Indian PM misleading public on cables: Assange

Lily

B.R
Staff member
New Delhi March 22:

The head of whistleblower website WikiLeaks Monday accused Prime Minister Manmohan Singh of deliberately misleading the public by claiming that leaked US diplomatic cables allegedly pointing to payoffs to MPs during a 2008 parliamentary trust vote were not authentic.

"The comments I have been hearing from Prime Minister Singh these, to me, seem to be a deliberate attempt to mislead the public by suggesting that governments around the world do not accept the material," Wikileaks editor-in-chief Julian Assange told to a news channel in an interview.

As per the WikiLeaks cables published in The Hindu, a US diplomat was told that Rs.50-60 crore was kept aside by the Congress party to get some opposition members of the Lok Sabha on board before the trust vote in July 2008 during the first tenure of the United Progressive Alliance (UPA) government.

The prime minister said in parliament that the government could not "confirm the veracity, contents or even the existence of such communications", and added that many persons mentioned in the cables have "stoutly denied the veracity of the contents". Assange asserted that there "is no doubt, whatsoever, that the cables are authentic", which was the reason why the US government has been very upset over the leak of the diplomatic cables.

He said that there was "no doubt that these are bonafide reports sent by the American ambassador (in India) back to Washington and these should be seen in that context". That does not mean every fact in them are correct, you have to look at their sources and how they have this information," added Assange. He said that the defence argument was "actually the behaviour of guilty men".

"A man who is innocent doesn't tend to behave like that. That doesn't mean people making those statements, like Prime Minister Singh and so on, are guilty of this particular crime. It suggests something that how Indian parliamentarianss and politicians respond to very serious allegations. They respond through indirection and attempting to cover up the issue for the public rather than address it fully and frankly," Assange asserted.

He felt that if the cable on bribery was incorrect, the US envoy in India "has a lot to answer" for sending cables to Washington "about senior politicians and the behaviour of Indian parliaments, which is cast in very negative light". "Either he has committed a grave error that would damage Indian and American relations and should resign on that matter; or the report was correct and he was reporting correctly and he had checked his fact before reporting back to Washington," Assange said.

He suspected that the "most serious issue in the cable, I suspect, is yet to be revealed". "There is quite a bit of time to go through the material: the material from Pakistan, China. It is likely to be of interest to the Indian population," he said. There are about 6,000 cables from the US embassy in India. "What we are looking at more carefully are the cables from Pakistan and those are something that are yet to be published. We are working to have those published," he said.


WHAT TO PRODUCE
Find the word "point" in the records and copy every line where it occurs.

[Extracts from a graphics dataset]

####

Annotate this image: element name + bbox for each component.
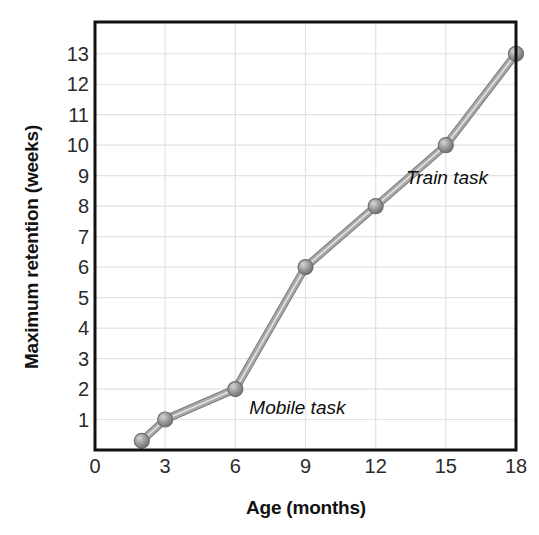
- y-tick-label: 13: [49, 42, 89, 65]
- y-tick-label: 9: [49, 164, 89, 187]
- y-tick-label: 5: [49, 286, 89, 309]
- data-point-marker: [298, 260, 313, 275]
- y-tick-label: 1: [49, 408, 89, 431]
- x-tick-label: 15: [435, 455, 457, 478]
- y-tick-label: 4: [49, 317, 89, 340]
- data-point-marker: [158, 412, 173, 427]
- y-tick-label: 7: [49, 225, 89, 248]
- x-tick-label: 9: [300, 455, 311, 478]
- y-tick-label: 2: [49, 378, 89, 401]
- y-axis-tick-labels: 12345678910111213: [45, 0, 89, 535]
- retention-line-chart: 12345678910111213 0369121518 Maximum ret…: [0, 0, 539, 535]
- x-tick-label: 12: [365, 455, 387, 478]
- y-tick-label: 3: [49, 347, 89, 370]
- y-tick-label: 10: [49, 134, 89, 157]
- x-tick-label: 6: [230, 455, 241, 478]
- x-axis-title: Age (months): [95, 497, 517, 519]
- y-tick-label: 11: [49, 103, 89, 126]
- x-tick-label: 0: [89, 455, 100, 478]
- y-tick-label: 6: [49, 256, 89, 279]
- data-point-marker: [438, 138, 453, 153]
- data-point-marker: [134, 433, 149, 448]
- y-tick-label: 8: [49, 195, 89, 218]
- y-axis-title: Maximum retention (weeks): [21, 47, 43, 447]
- data-point-marker: [228, 382, 243, 397]
- data-point-marker: [368, 199, 383, 214]
- series-annotation-label: Train task: [406, 167, 488, 189]
- series-annotation-label: Mobile task: [249, 397, 345, 419]
- x-tick-label: 3: [160, 455, 171, 478]
- y-tick-label: 12: [49, 73, 89, 96]
- x-tick-label: 18: [505, 455, 527, 478]
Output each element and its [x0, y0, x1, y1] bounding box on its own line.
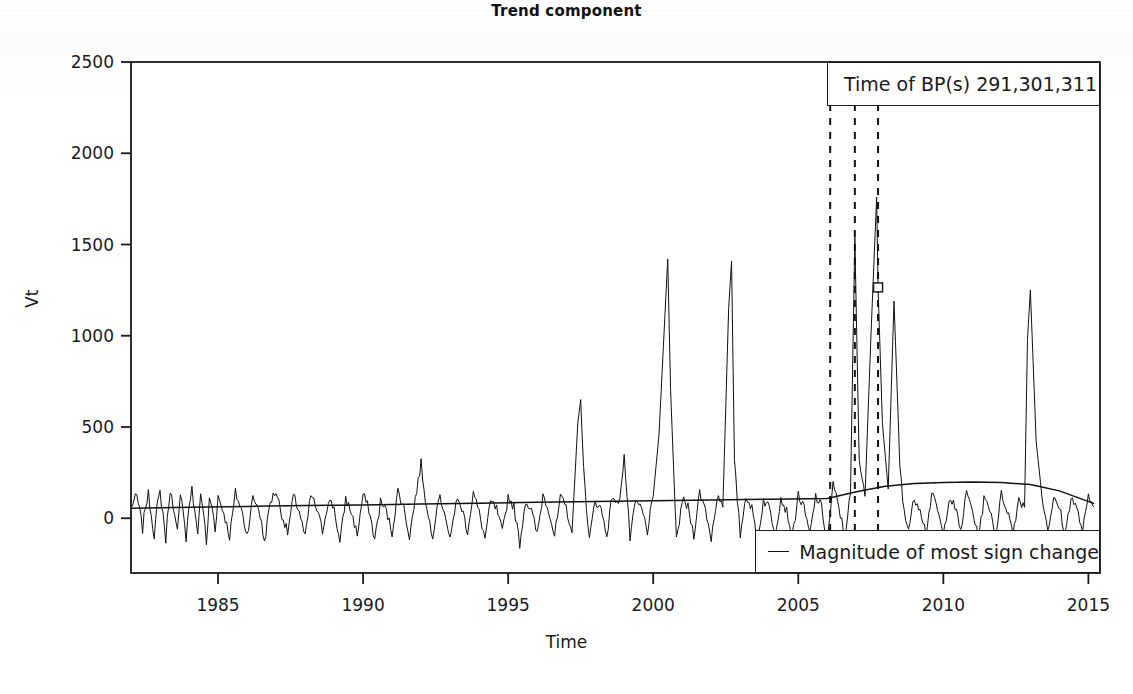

####

RESULT OF THE EXERCISE
- data-point-marker: [298, 260, 313, 275]
- data-point-marker: [158, 412, 173, 427]
- data-point-marker: [438, 138, 453, 153]
- data-point-marker: [134, 433, 149, 448]
- data-point-marker: [228, 382, 243, 397]
- data-point-marker: [368, 199, 383, 214]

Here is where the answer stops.